I gave up a lot to go work for Google: friends, a relationship, and a community in Toronto. It was like tearing my own insides out, but the truth was that I’d been looking for a way to wrench myself away from my life. Naively, I believed that the prestige and promise of a job at Google was so powerful that no one would be able to blame or reproach me for taking it. Turned out they blamed and reproached me anyway, but that’s another matter.
My first year there was 2014. It wasn’t called Alphabet yet, Larry Page and Sergey Brin still ran the company and gave unscripted answers to employee questions, and the logo still had serifs. I could plausibly call that the “good old days” of the company, but even then people were talking about how it used to be better. I remember sitting in the orientation presentations, having been issued my propellor hat, and watching videos about how Google was helping subsistence farmers fix their crops. It struck me: these people really believe in the techno-utopia. Never before had I encountered so much earnestness in a workplace.

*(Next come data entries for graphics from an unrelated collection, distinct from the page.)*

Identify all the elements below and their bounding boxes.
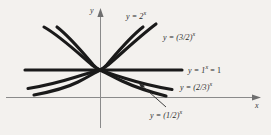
label-two-thirds-x-exponent: x (209, 81, 212, 87)
label-one-x-text: y = 1 (188, 66, 205, 75)
label-two-x: y = 2x (126, 10, 146, 21)
label-one-x-tail: = 1 (208, 66, 221, 75)
label-three-halves-x-text: y = (3/2) (163, 33, 192, 42)
y-axis-arrow-icon (97, 8, 103, 17)
label-two-x-text: y = 2 (126, 12, 143, 21)
label-two-thirds-x: y = (2/3)x (180, 81, 212, 92)
y-axis-label: y (90, 6, 94, 15)
label-one-half-x-text: y = (1/2) (150, 111, 179, 120)
x-axis-arrow-icon (252, 94, 261, 100)
curve-group (25, 24, 182, 96)
label-two-thirds-x-text: y = (2/3) (180, 83, 209, 92)
label-one-half-x: y = (1/2)x (150, 109, 182, 120)
exponential-functions-figure: y x y = 2x y = (3/2)x y = 1x = 1 y = (2/… (0, 0, 271, 135)
x-axis (6, 94, 261, 100)
label-one-half-x-exponent: x (179, 109, 182, 115)
label-three-halves-x-exponent: x (192, 31, 195, 37)
label-one-x: y = 1x = 1 (188, 64, 221, 75)
label-three-halves-x: y = (3/2)x (163, 31, 195, 42)
x-axis-label: x (255, 101, 259, 110)
label-two-x-exponent: x (143, 10, 146, 16)
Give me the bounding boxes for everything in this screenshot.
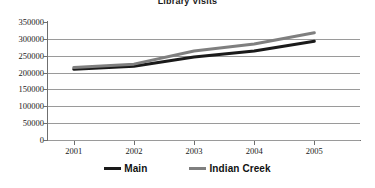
x-axis-tick (134, 141, 135, 145)
gridline (47, 123, 360, 124)
y-axis-tick (43, 89, 48, 90)
chart-legend: Main Indian Creek (0, 163, 375, 174)
y-axis-tick-label: 150000 (0, 85, 44, 94)
gridline (47, 106, 360, 107)
x-axis-tick (194, 141, 195, 145)
x-axis-tick-label: 2003 (171, 147, 217, 156)
y-axis-tick-label: 0 (0, 136, 44, 145)
x-axis-tick-label: 2001 (51, 147, 97, 156)
legend-label-main: Main (124, 163, 147, 174)
plot-area (47, 22, 360, 140)
legend-swatch-indian-creek (189, 167, 206, 170)
y-axis-tick (43, 22, 48, 23)
legend-swatch-main (104, 167, 121, 170)
gridline (47, 89, 360, 90)
y-axis-labels: 3500003000002500002000001500001000005000… (0, 0, 44, 188)
x-axis-tick-label: 2002 (111, 147, 157, 156)
y-axis-tick (43, 39, 48, 40)
x-axis-tick-label: 2004 (231, 147, 277, 156)
y-axis-tick-label: 100000 (0, 102, 44, 111)
y-axis-tick-label: 300000 (0, 35, 44, 44)
legend-item-main[interactable]: Main (104, 163, 147, 174)
chart-title: Library Visits (0, 0, 375, 7)
y-axis-tick (43, 140, 48, 141)
gridline (47, 56, 360, 57)
y-axis-tick-label: 250000 (0, 52, 44, 61)
y-axis-tick (43, 56, 48, 57)
y-axis-tick-label: 200000 (0, 69, 44, 78)
x-axis-tick-label: 2005 (291, 147, 337, 156)
gridline (47, 39, 360, 40)
x-axis-tick (74, 141, 75, 145)
legend-label-indian-creek: Indian Creek (209, 163, 270, 174)
y-axis-tick (43, 73, 48, 74)
y-axis-tick-label: 350000 (0, 18, 44, 27)
legend-item-indian-creek[interactable]: Indian Creek (189, 163, 270, 174)
gridline (47, 73, 360, 74)
y-axis-tick (43, 106, 48, 107)
x-axis-tick (254, 141, 255, 145)
y-axis-tick-label: 50000 (0, 119, 44, 128)
y-axis-tick (43, 123, 48, 124)
x-axis-tick (314, 141, 315, 145)
library-visits-chart: Library Visits 3500003000002500002000001… (0, 0, 375, 188)
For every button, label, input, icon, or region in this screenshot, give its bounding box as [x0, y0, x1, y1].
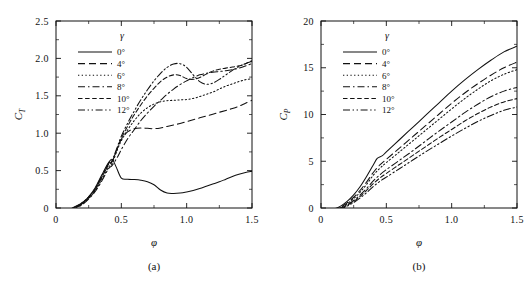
legend-label-0deg: 0° — [117, 47, 126, 57]
axis-frame — [321, 21, 517, 208]
legend: γ0°4°6°8°10°12° — [78, 30, 130, 115]
legend-label-0deg: 0° — [382, 47, 391, 57]
legend-title: γ — [385, 30, 390, 41]
data-curve-10deg — [321, 99, 517, 212]
y-tick-label: 10 — [303, 109, 314, 120]
legend-label-10deg: 10° — [382, 94, 395, 104]
y-tick-label: 1.5 — [35, 90, 49, 101]
panel-caption: (b) — [413, 260, 426, 273]
data-curve-0deg — [321, 46, 517, 211]
x-tick-label: 1.0 — [180, 214, 194, 225]
y-tick-label: 15 — [303, 62, 314, 73]
y-axis-title: CP — [277, 108, 292, 120]
panel-caption: (a) — [148, 260, 161, 273]
x-tick-label: 1.5 — [510, 214, 524, 225]
x-tick-label: 0.5 — [379, 214, 393, 225]
legend-label-8deg: 8° — [382, 82, 391, 92]
plot-area-b: 0510152000.51.01.5CPφ(b)γ0°4°6°8°10°12° — [265, 0, 529, 284]
data-curve-0deg — [56, 159, 252, 211]
x-tick-label: 0.5 — [114, 214, 128, 225]
data-curve-8deg — [321, 87, 517, 211]
y-tick-label: 5 — [309, 156, 314, 167]
x-tick-label: 1.5 — [245, 214, 259, 225]
legend-title: γ — [120, 30, 125, 41]
data-curve-12deg — [56, 61, 252, 211]
data-curve-4deg — [56, 100, 252, 211]
chart-panel-a: 00.51.01.52.02.500.51.01.5CTφ(a)γ0°4°6°8… — [0, 0, 264, 284]
x-axis-title: φ — [416, 236, 422, 248]
curves-group — [321, 46, 517, 212]
plot-area-a: 00.51.01.52.02.500.51.01.5CTφ(a)γ0°4°6°8… — [0, 0, 264, 284]
legend-label-12deg: 12° — [382, 105, 395, 115]
legend-label-6deg: 6° — [382, 71, 391, 81]
legend: γ0°4°6°8°10°12° — [343, 30, 395, 115]
data-curve-10deg — [56, 61, 252, 212]
x-tick-label: 0 — [53, 214, 58, 225]
y-tick-label: 0.5 — [35, 165, 49, 176]
x-axis-title: φ — [151, 236, 157, 248]
x-tick-label: 1.0 — [445, 214, 459, 225]
legend-label-8deg: 8° — [117, 82, 126, 92]
y-tick-label: 0 — [44, 203, 49, 214]
legend-label-6deg: 6° — [117, 71, 126, 81]
y-axis-title: CT — [12, 108, 27, 120]
data-curve-6deg — [321, 70, 517, 212]
y-tick-label: 1.0 — [35, 128, 49, 139]
y-tick-label: 2.0 — [35, 53, 49, 64]
figure-container: 00.51.01.52.02.500.51.01.5CTφ(a)γ0°4°6°8… — [0, 0, 529, 284]
y-tick-label: 0 — [309, 203, 314, 214]
y-tick-label: 2.5 — [35, 16, 49, 27]
curves-group — [56, 61, 252, 212]
x-tick-label: 0 — [318, 214, 323, 225]
chart-panel-b: 0510152000.51.01.5CPφ(b)γ0°4°6°8°10°12° — [265, 0, 529, 284]
data-curve-4deg — [321, 62, 517, 211]
legend-label-4deg: 4° — [117, 59, 126, 69]
legend-label-4deg: 4° — [382, 59, 391, 69]
data-curve-8deg — [56, 64, 252, 212]
axis-frame — [56, 21, 252, 208]
data-curve-12deg — [321, 107, 517, 212]
y-tick-label: 20 — [303, 16, 314, 27]
legend-label-12deg: 12° — [117, 105, 130, 115]
legend-label-10deg: 10° — [117, 94, 130, 104]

But, in a way, it was hard not to believe in it, at a place like that. I remember one tweak we made years ago in navigation that might have saved someone a minute here, thirty seconds there every now and then. But if you added up all those minutes and seconds across everyone who used navigation, they added a year of time every day. A year’s worth of driving, of aggravation and carbon emissions and accidents, saved every day! The numbers were staggering to think about. A feature that had two million users might be thought of as a flop! A novel that sold two million copies would be a cultural phenomenon. With numbers like that, you could start taking seriously the idea that we were making the world a better place.
One advantage of working on something so well-known was what I’ll call the “hi mom” effect: I could point to something my friends used and proudly say “I did that!” I like to think that a few of the things I built will be around for at least a few more years for me (and my mom) to point at.

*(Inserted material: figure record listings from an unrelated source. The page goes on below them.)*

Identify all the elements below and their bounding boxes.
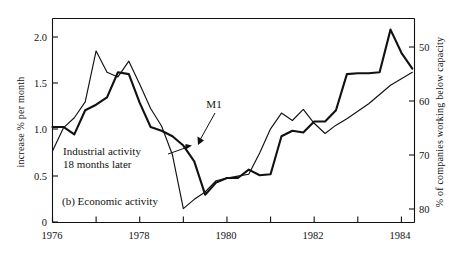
y2-tick-label-60: 60 [419,96,430,107]
y2-tick-label-50: 50 [419,42,430,53]
y-axis-right-labels: 50 60 70 80 [419,42,430,215]
economic-activity-figure: 2.0 1.5 1.0 0.5 0 50 60 70 80 1976 1978 … [0,0,467,253]
annotation-m1-leader [200,113,215,140]
y-tick-label-1-0: 1.0 [34,124,47,135]
annotation-m1-label: M1 [206,98,221,110]
y2-tick-label-80: 80 [419,204,430,215]
y-axis-left-title: increase % per month [15,77,26,168]
y-axis-left-ticks [53,37,59,222]
series-line-m1 [53,51,413,209]
x-axis-labels: 1976 1978 1980 1982 1984 [42,230,412,241]
y-tick-label-2-0: 2.0 [34,32,47,43]
y-tick-label-0-5: 0.5 [34,171,47,182]
annotation-industrial-line2: 18 months later [63,158,132,170]
x-tick-label-1976: 1976 [42,230,63,241]
annotation-m1: M1 [198,98,222,145]
y-axis-right-ticks [409,47,415,209]
x-axis-ticks [53,217,402,223]
x-tick-label-1980: 1980 [216,230,237,241]
series-group [53,30,413,209]
plot-frame [53,19,415,223]
y-axis-right-title: % of companies working below capacity [434,37,445,207]
annotation-industrial-arrowhead [185,144,192,150]
annotation-industrial-line1: Industrial activity [63,145,141,157]
y2-tick-label-70: 70 [419,150,430,161]
y-axis-left-labels: 2.0 1.5 1.0 0.5 0 [34,32,47,228]
plot-caption: (b) Economic activity [62,195,158,208]
y-tick-label-0: 0 [42,217,47,228]
x-tick-label-1984: 1984 [390,230,412,241]
caption-label: (b) Economic activity [62,195,158,208]
economic-activity-chart: 2.0 1.5 1.0 0.5 0 50 60 70 80 1976 1978 … [0,0,467,253]
x-tick-label-1978: 1978 [129,230,150,241]
x-tick-label-1982: 1982 [303,230,324,241]
y-tick-label-1-5: 1.5 [34,78,47,89]
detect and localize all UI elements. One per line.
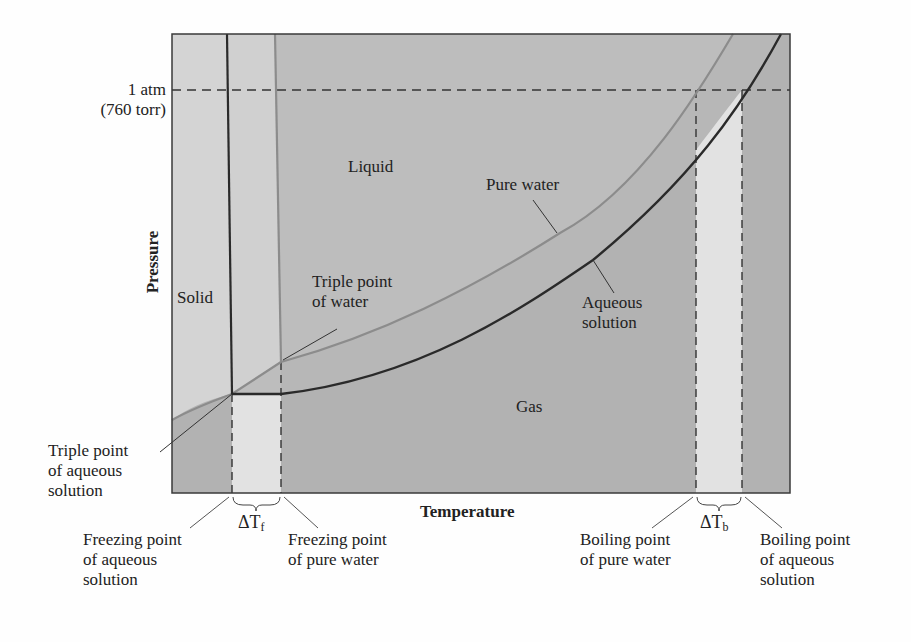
freezing-aqueous-leader <box>190 497 229 528</box>
triple-point-aqueous-line1: Triple point <box>48 441 128 461</box>
delta-tf-symbol: ΔT <box>238 512 261 532</box>
boiling-pure-line1: Boiling point <box>580 530 670 550</box>
liquid-label: Liquid <box>348 157 393 177</box>
boiling-pure-leader <box>652 497 693 528</box>
delta-tb-label: ΔTb <box>700 512 729 537</box>
delta-tb-sub: b <box>723 520 729 534</box>
boiling-aqueous-line3: solution <box>760 570 815 590</box>
pure-water-label: Pure water <box>486 175 559 195</box>
freezing-aqueous-line1: Freezing point <box>83 530 182 550</box>
delta-tb-brace <box>697 497 741 511</box>
solid-region <box>172 34 232 420</box>
boiling-aqueous-line1: Boiling point <box>760 530 850 550</box>
freezing-pure-leader <box>284 497 318 528</box>
freezing-aqueous-line2: of aqueous <box>83 550 157 570</box>
delta-tf-brace <box>233 497 280 511</box>
delta-tf-label: ΔTf <box>238 512 265 537</box>
aqueous-label-line1: Aqueous <box>582 293 642 313</box>
boiling-aqueous-line2: of aqueous <box>760 550 834 570</box>
freezing-band <box>227 34 281 394</box>
freezing-pure-line2: of pure water <box>288 550 379 570</box>
triple-point-aqueous-line3: solution <box>48 481 103 501</box>
phase-diagram: Pressure 1 atm (760 torr) Solid Liquid G… <box>0 0 911 642</box>
y-axis-label: Pressure <box>143 230 162 293</box>
triple-point-aqueous-line2: of aqueous <box>48 461 122 481</box>
boiling-aqueous-leader <box>745 497 782 528</box>
one-atm-label: 1 atm <box>60 80 166 100</box>
boiling-pure-line2: of pure water <box>580 550 671 570</box>
torr-label: (760 torr) <box>60 100 166 120</box>
delta-tb-symbol: ΔT <box>700 512 723 532</box>
aqueous-label-line2: solution <box>582 313 637 333</box>
triple-point-water-line2: of water <box>312 292 368 312</box>
triple-point-water-line1: Triple point <box>312 272 392 292</box>
delta-tf-sub: f <box>261 520 265 534</box>
delta-tf-band <box>232 394 281 493</box>
x-axis-label: Temperature <box>420 502 514 522</box>
freezing-aqueous-line3: solution <box>83 570 138 590</box>
gas-label: Gas <box>516 397 542 417</box>
freezing-pure-line1: Freezing point <box>288 530 387 550</box>
solid-label: Solid <box>177 288 213 308</box>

The other side of that coin, though, was hearing all the gripes and theories about why Maps acted the way it did. For a while I put @GoogleMaps in my twitter bio, but quickly learned it was better not to mention it. Like anything both ubiquitous and opaque, there were a lot of sinister theories floating around about how the routing algorithm worked, claims that it was being underhandedly tweaked to nefarious ends (to all those theories I will simply say: lol no).
One thing that really did surprise me about Google — and I mean this exactly as earnestly as it sounds — was how nice people were, how little drama there seemed to be, and how willing people were to be helpful to someone (me) who often didn’t know what they were doing. I was used to workplaces where there were at least a few condescending jerks, guarders of fiefdoms, guilt-tripping manipulators, and an undercurrent of nasty gossip. To work in a group where, to the best of my knowledge, those elements were simply not present was a revelation. Revelatory too, was the willingness to slow things down and get them right, even if it meant settling for a later release date or a more disruptive refactor than planned.
I find leaving jobs very difficult — even if I’m going to something new and great, there can’t be any change without loss. It’s probably wise not to get emotionally invested in a job, but sometimes it’s nearly impossible not to. I’ve advised friends who have left jobs not to feel too guilty — you’ll be shocked how quickly they move on, I usually say — and while I don’t feel guilty, I do feel very melancholy. Like in the song, they’ll get along without me very well.
But I should never think of spring.
Thank you for making us a better team and Maps a better product.
good luck on your next adventures!!!